(June 17, 2010 at 1:50 am)AngelThMan Wrote:(May 6, 2010 at 10:08 pm)littlegrimlin1 Wrote: What if there was a secluded society of great scientists that have never heard of gods or religion? If they were working at finding answers to the unknown... how could they ever reach the conclusion that a god created everything? If they've never observed any evidence of this god, how would they generate a concept of what a god is that conforms to their logic and scientific findings?Here's the thing. God is in humanity's collective consciousness as the creator of life. Not aliens from outer space, not Harry Potter, and not the tooth fairy. Therefore, all experiments conducted in the area of life's origin have an underlying design to either prove or disprove God's existence. So whenever results fail to explain something scientifically, then it is not illogical to conclude that such results point towards the existence of God.

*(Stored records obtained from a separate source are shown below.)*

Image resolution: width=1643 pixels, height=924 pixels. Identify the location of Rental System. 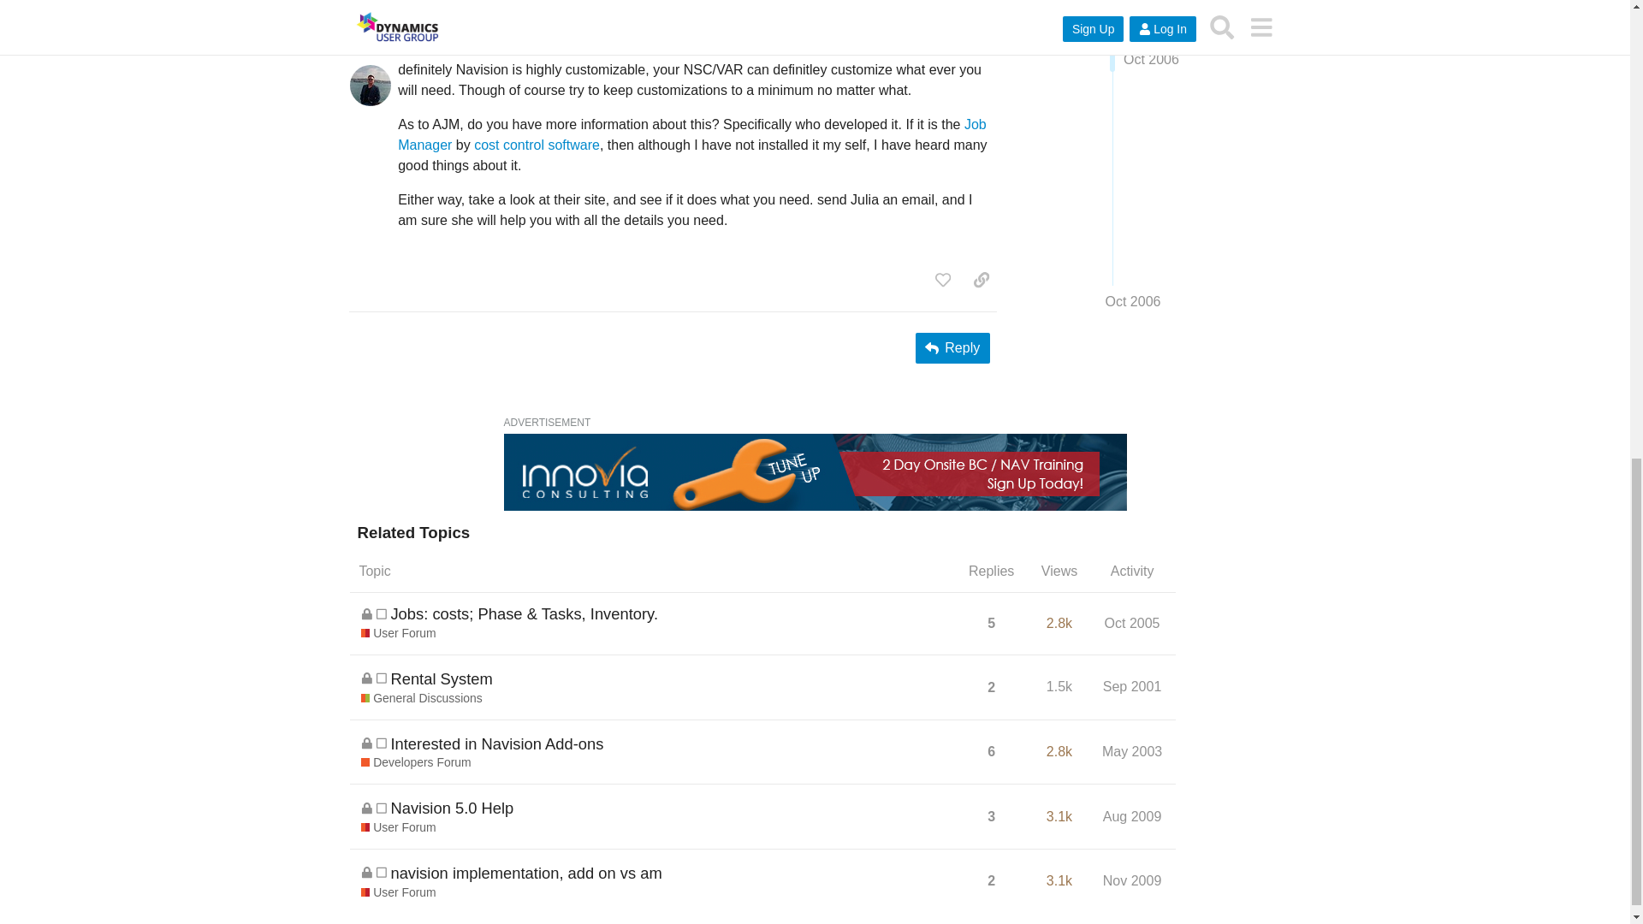
(441, 678).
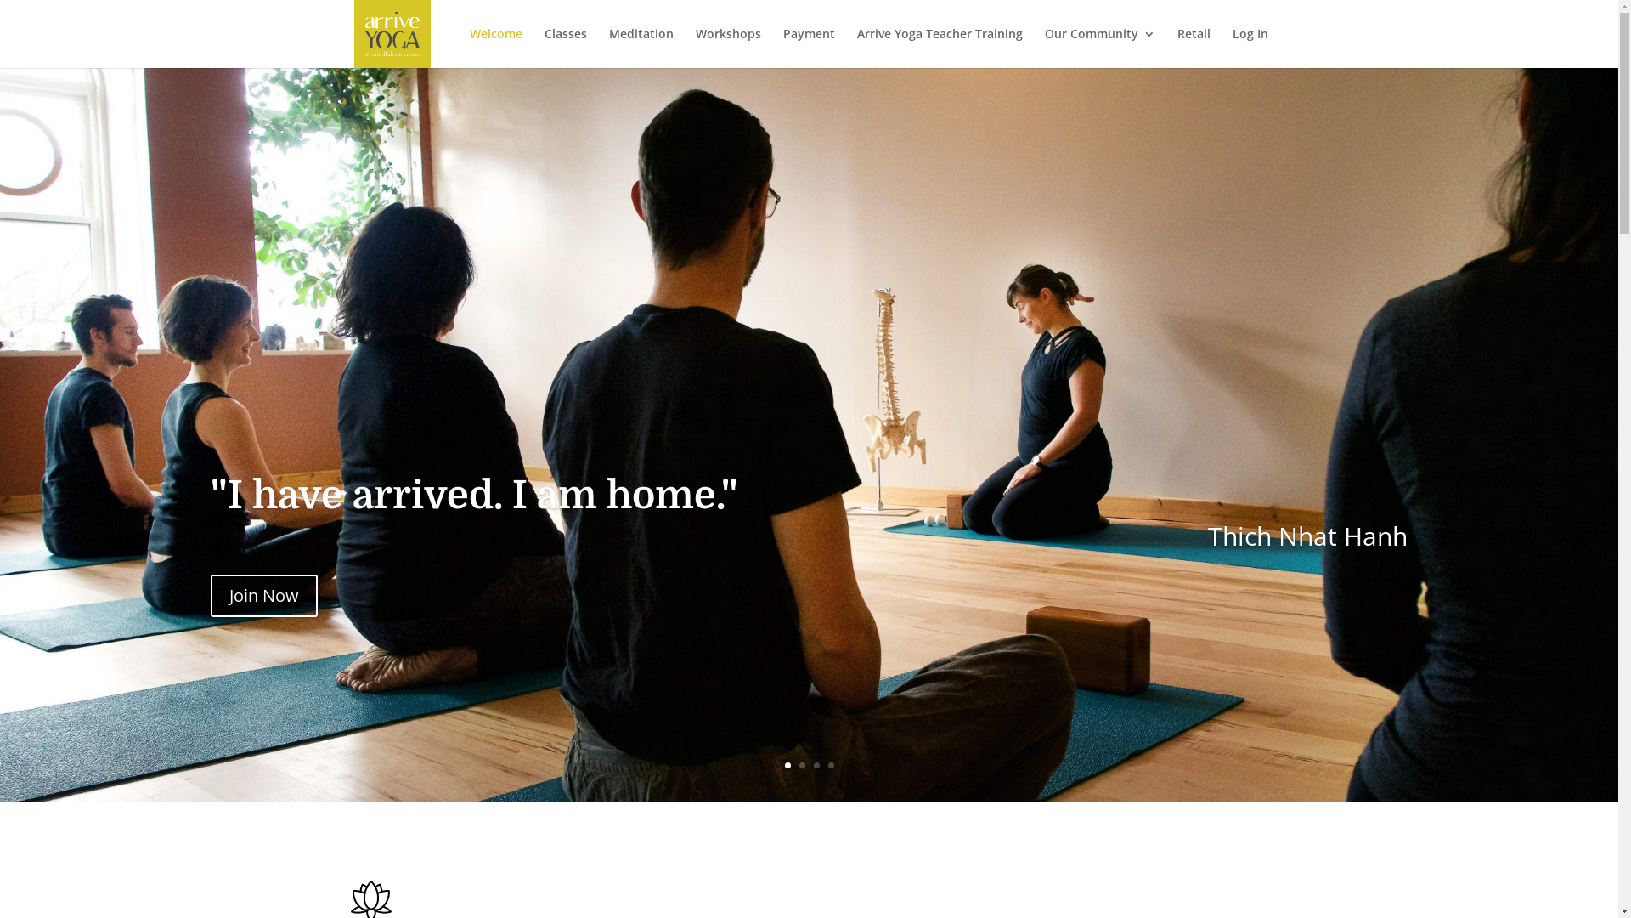 The width and height of the screenshot is (1631, 918). What do you see at coordinates (1194, 48) in the screenshot?
I see `Retail` at bounding box center [1194, 48].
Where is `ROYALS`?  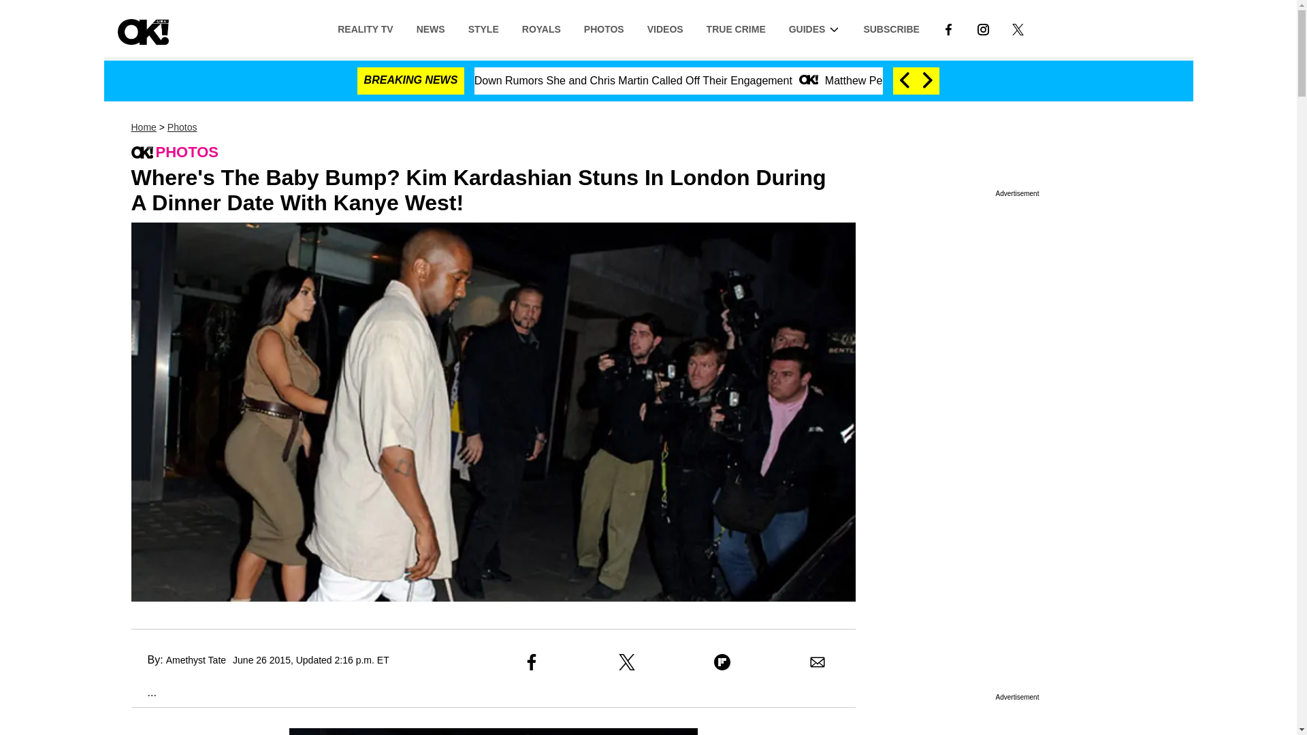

Isn't attributing an unknown to a god/ghost contradictory? Like saying I don't know... so I know this must've happened due to a god/ghost.
1. Stating something doesn't make it automatically true. Assertions by themselves aren't evidence of anything.
2. Origins of life are just that - life origins. They don't aim to prove or disprove something which is by definition untestable in conventional methodological naturalism.
3. Making a conclusion when the facts aren't in yet is intellectually dishonest. If something can be falsified and hasn't been, such as abiogenesis, then it is still viable. However, if something can't be falsified in any aspect, such as the illogical properties that some people apply to a higher power, then it has no merit as a scientific hypothesis.
You've been trying to spin this 100 different ways since the beginning of the thread and your idea hasn't taken off. Lack of evidence of a falsifiable theory isn't evidence that God exists, especially not your personal interpretation of what you think your particular religious doctrine describes.